Dear Readers,
This month marks the 20th year anniversary of the inaugural issue of "Security and Privacy" magazine, published by the Computer Society. The magazine complements the Security and Privacy Symposium with articles for a audience that includes security practitioners, interested technical experts from a general background, as well as academics. The magazine and symposium communities overlap in several dimensions, and the magazine often includes summaries of some of the Symposium papers. This month the magazine takes a look back at the papers from 2003. There were only 19 papers presented at the symposium that year, and while some were prescient in their investigations of what are today's methods and problems, it would have been difficult to foresee that 20 years later, hundreds of papers would be necessary to cover the scope of active research in security and privacy.
We see the need for this research almost daily when reading newspaper headlines about the effects of cybercrime as businesses shutdown to restore their systems, and users find their personal data has been disclosed and their personal assets are endangered. Constant vigilance is a necessity in our endangered computer world.

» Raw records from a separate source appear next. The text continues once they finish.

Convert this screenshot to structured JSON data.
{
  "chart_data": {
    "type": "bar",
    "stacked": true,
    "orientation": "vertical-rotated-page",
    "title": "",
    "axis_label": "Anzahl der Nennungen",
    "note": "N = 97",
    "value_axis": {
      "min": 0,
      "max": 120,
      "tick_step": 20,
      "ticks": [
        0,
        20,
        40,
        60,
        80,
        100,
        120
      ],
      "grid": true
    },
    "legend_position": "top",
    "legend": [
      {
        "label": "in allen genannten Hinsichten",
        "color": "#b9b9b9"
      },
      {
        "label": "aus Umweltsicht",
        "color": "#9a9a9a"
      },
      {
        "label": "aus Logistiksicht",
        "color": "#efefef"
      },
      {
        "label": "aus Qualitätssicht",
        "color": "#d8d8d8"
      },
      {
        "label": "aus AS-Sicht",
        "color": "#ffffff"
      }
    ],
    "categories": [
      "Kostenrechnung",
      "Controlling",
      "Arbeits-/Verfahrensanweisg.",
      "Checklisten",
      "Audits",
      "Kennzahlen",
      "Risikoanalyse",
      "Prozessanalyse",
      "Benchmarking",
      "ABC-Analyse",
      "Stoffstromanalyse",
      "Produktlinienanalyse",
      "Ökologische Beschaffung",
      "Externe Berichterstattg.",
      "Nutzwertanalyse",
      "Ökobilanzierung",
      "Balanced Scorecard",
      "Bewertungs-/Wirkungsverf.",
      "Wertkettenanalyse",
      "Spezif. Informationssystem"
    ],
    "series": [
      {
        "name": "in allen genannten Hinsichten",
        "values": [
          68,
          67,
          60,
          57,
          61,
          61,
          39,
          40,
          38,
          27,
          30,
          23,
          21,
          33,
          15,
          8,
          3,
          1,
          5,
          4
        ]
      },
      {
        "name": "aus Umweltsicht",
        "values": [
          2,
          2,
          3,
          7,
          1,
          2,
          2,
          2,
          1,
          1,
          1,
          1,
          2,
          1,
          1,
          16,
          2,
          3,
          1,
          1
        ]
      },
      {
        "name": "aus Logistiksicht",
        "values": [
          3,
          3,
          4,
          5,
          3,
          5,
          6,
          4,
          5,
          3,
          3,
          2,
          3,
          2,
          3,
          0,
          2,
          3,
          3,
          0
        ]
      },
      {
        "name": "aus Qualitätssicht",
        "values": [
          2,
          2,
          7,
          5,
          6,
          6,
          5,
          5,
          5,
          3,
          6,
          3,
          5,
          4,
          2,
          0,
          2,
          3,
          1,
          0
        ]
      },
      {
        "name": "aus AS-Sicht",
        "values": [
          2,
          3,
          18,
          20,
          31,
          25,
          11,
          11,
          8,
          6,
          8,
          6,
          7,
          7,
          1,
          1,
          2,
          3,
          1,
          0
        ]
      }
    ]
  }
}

We have a book review this month from Sven Dietrich about the use of artificial intelligence in matters of national security. The collection of essays touch on matters such as policy, privacy, and law enforcement. AI will probably come to underpin decision-making in security systems. It is time to start thinking about the implications.
An international coalition of law enforcement agencies, including the FBI, recently disabled a ransomware operation that cost businesses, especially healthcare providers, perhaps as much as $100M in ransom, not to mention the cost of restoring their systems and recovering from days or weeks of inability to function except through paper records. From the accounts, the takedown of "The Hive" was a painstaking operation involving months of surveillance and clever, legal, hacking. An amazing number of people now have expertise in combatting cybercrime, and that is a notable change from 20 years ago.
,The immortal bard saw similarities between the society of honeybees and human governments, and perhaps these hoary lines have new life, if only accidentally, in considering the FBI operation against "The Hive":
"We bring it to the hive and, like the bees,
Are murdered for our pains."
(Henry IV)"The commons, like an angry hive of bees
That want their leader, scatter up and down
And care not who they sting in his revenge."
(Henry VI)"Full merrily the humble-bee doth sing,
Till he hath lost his honey and his sting."
(Troilus and Cressida)May the angry and merry bees of malware keep their distance from us all.